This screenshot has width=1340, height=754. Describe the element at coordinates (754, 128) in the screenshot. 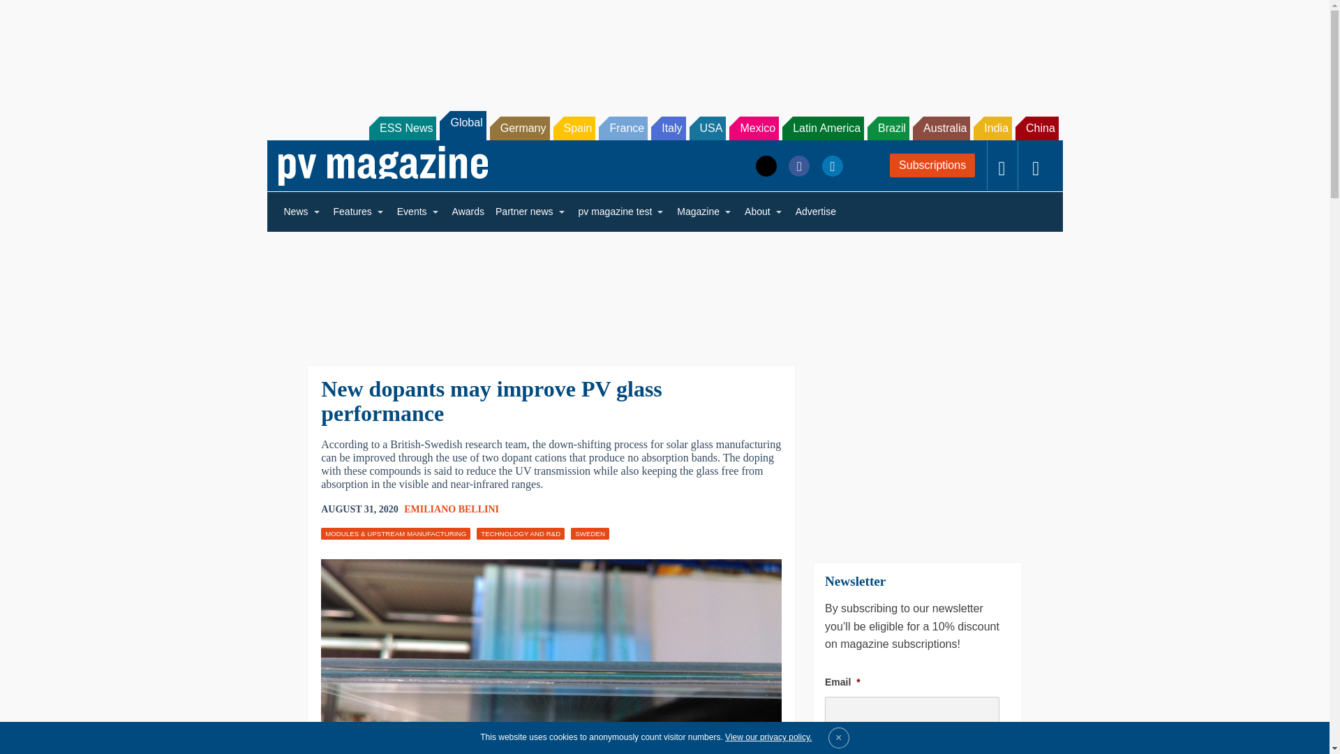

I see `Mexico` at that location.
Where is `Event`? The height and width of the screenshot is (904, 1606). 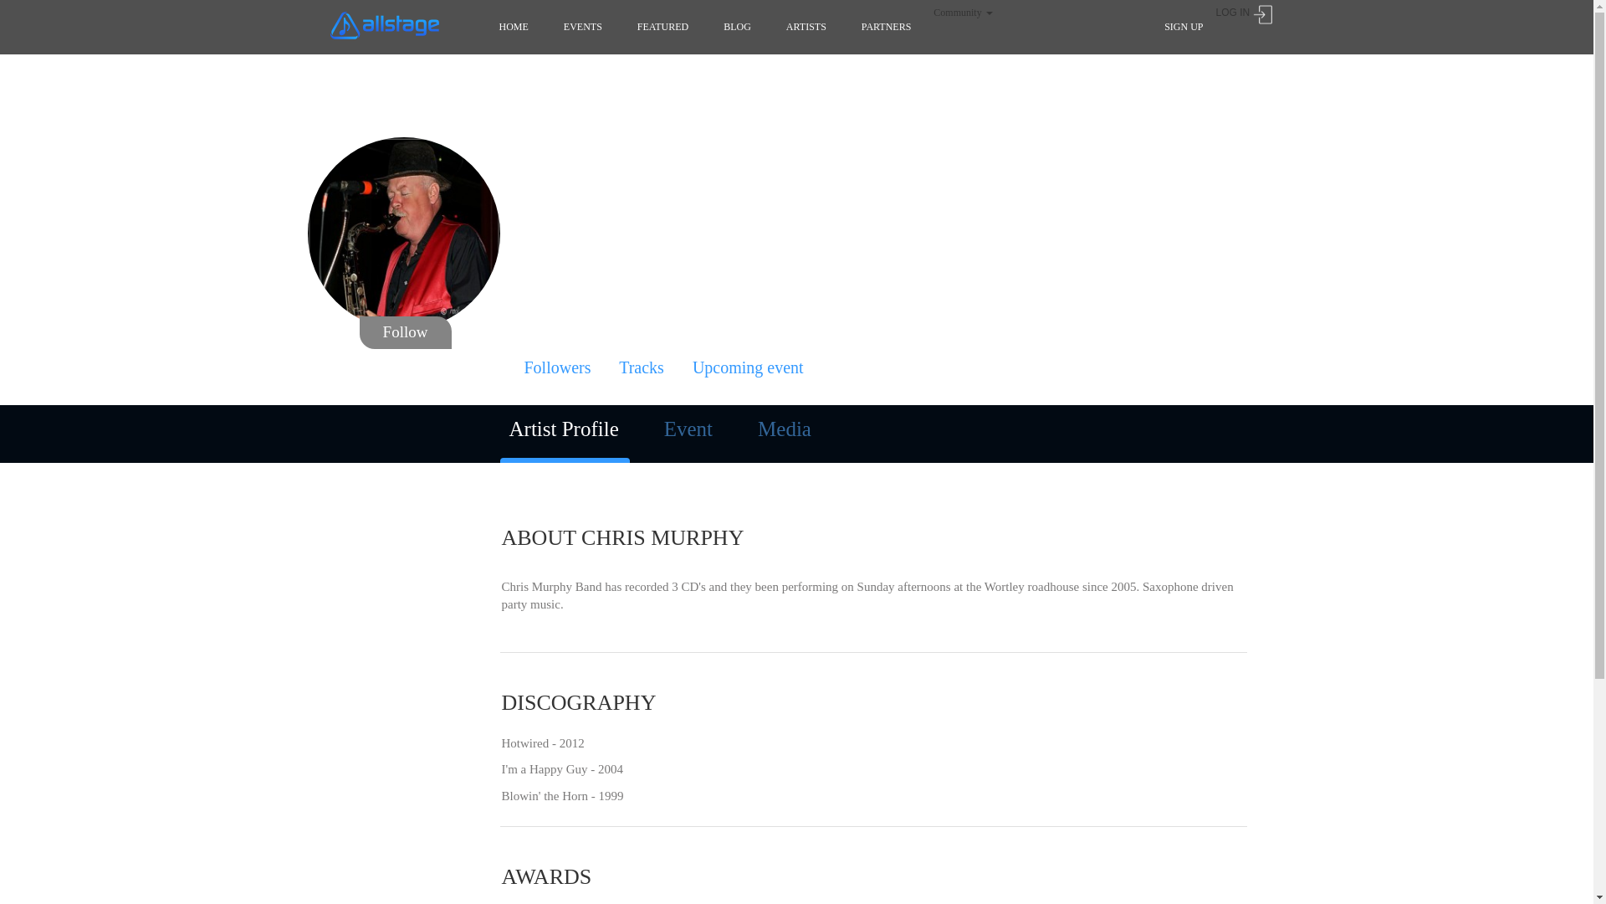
----------------
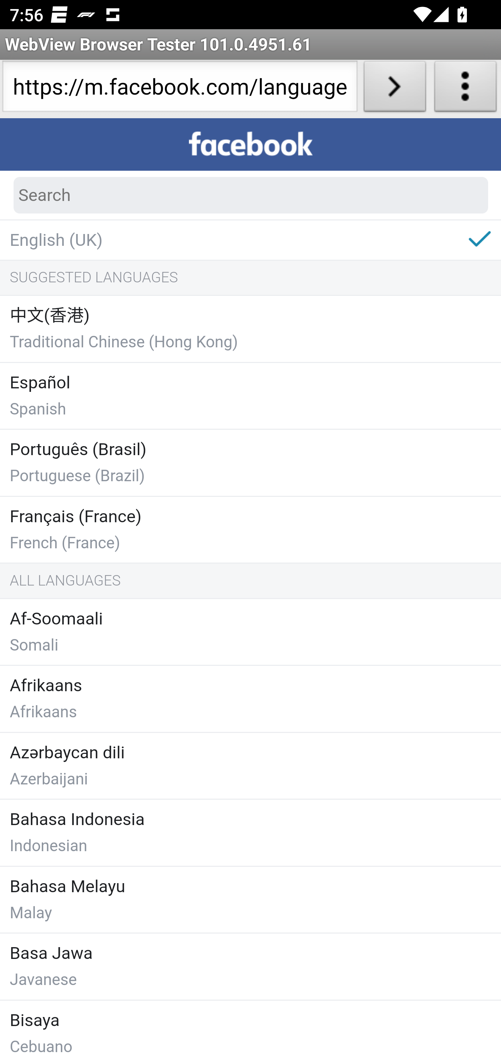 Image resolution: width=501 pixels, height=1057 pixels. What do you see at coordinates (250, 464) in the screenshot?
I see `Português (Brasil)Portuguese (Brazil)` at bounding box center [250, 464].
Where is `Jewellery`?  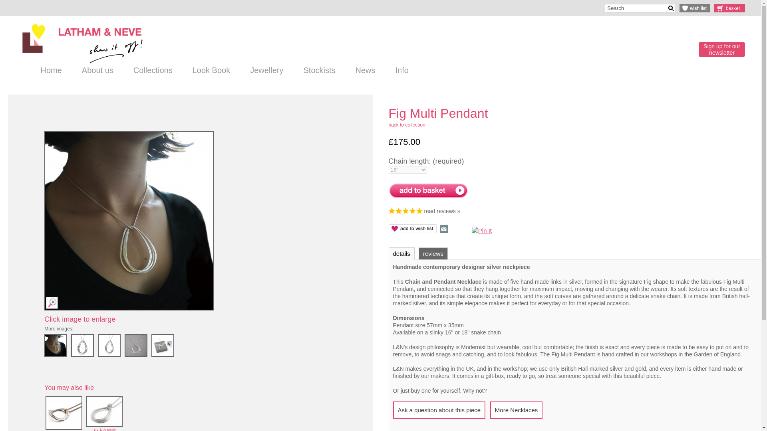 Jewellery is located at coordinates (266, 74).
----------------
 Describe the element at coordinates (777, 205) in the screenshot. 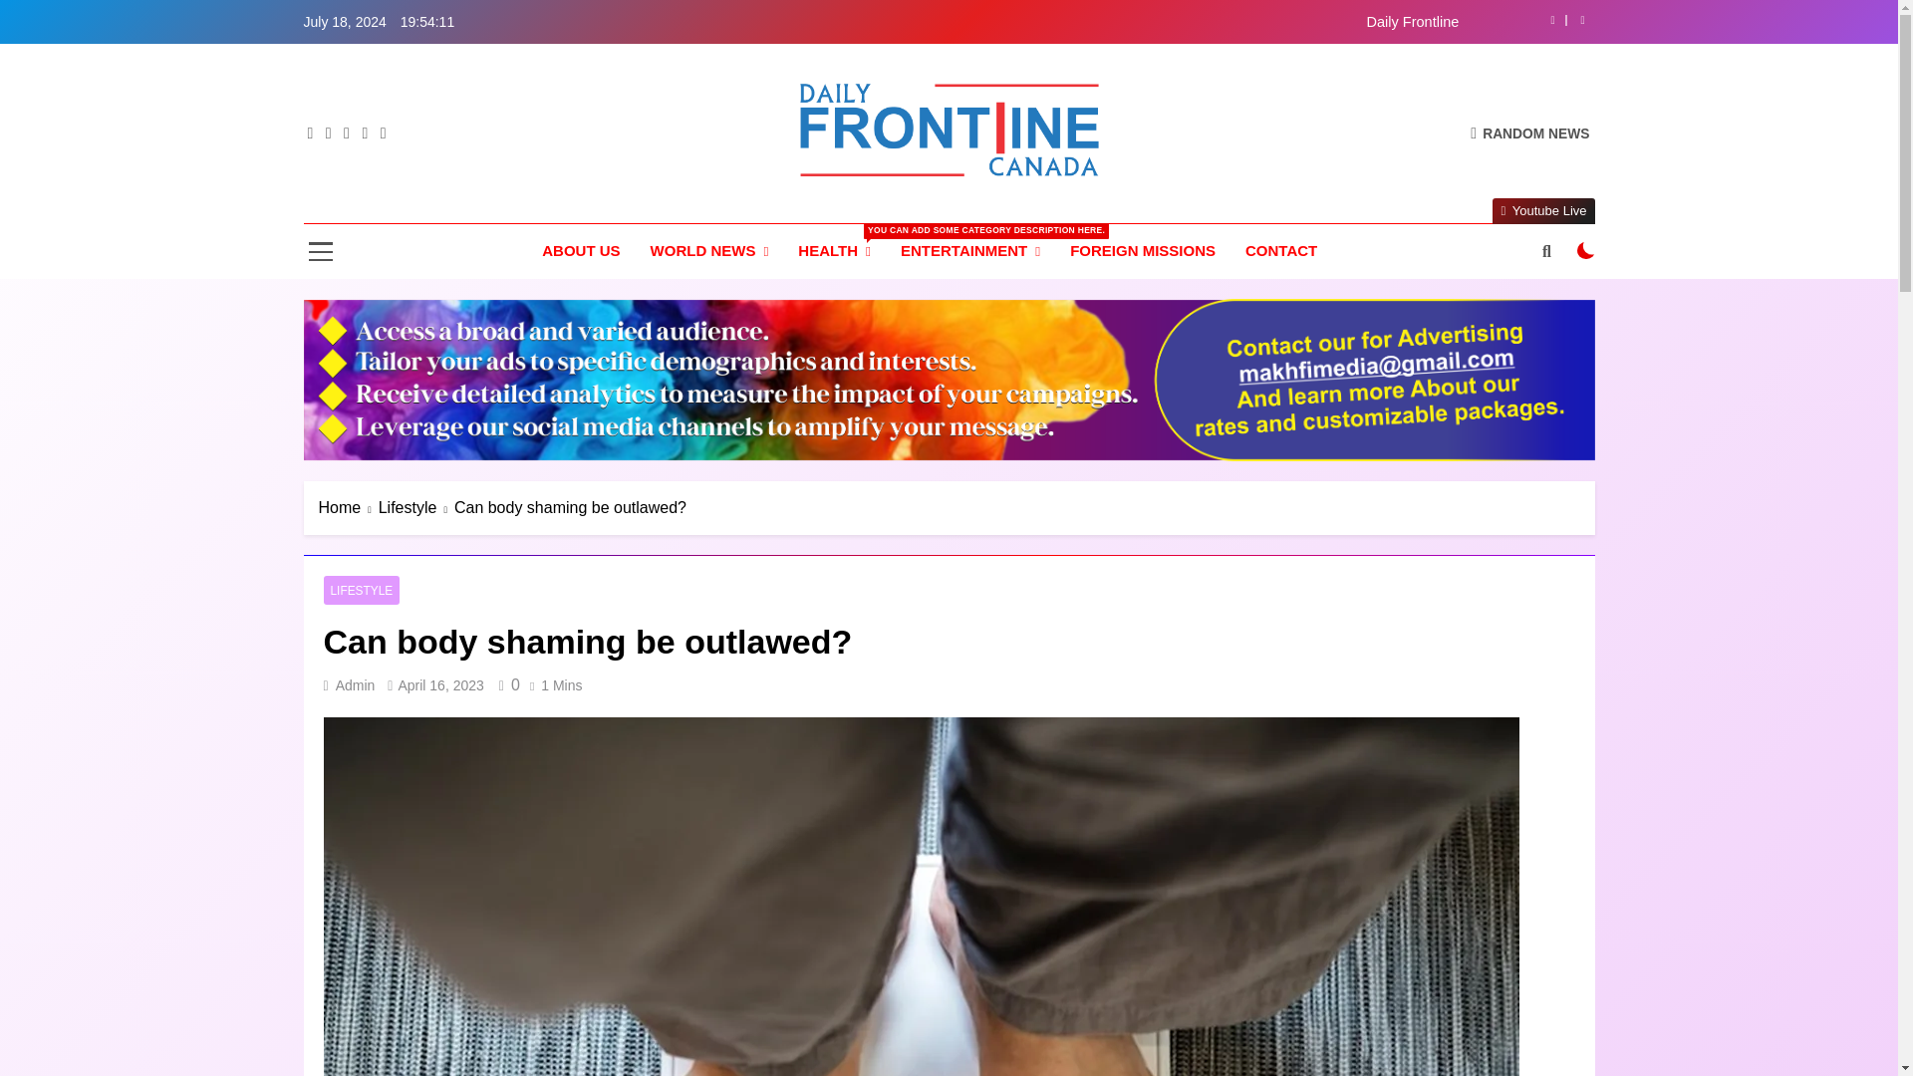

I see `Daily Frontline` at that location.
----------------
◆ Task to complete
Set the pictures aside and retype exactly the lines above from the line with "This screenshot has" to the line with "is (904, 1606).", both included, adding no others.

◆ Solution for this exercise
This screenshot has width=1340, height=754. Describe the element at coordinates (754, 128) in the screenshot. 

I see `Mexico` at that location.
Where is `Event`? The height and width of the screenshot is (904, 1606). 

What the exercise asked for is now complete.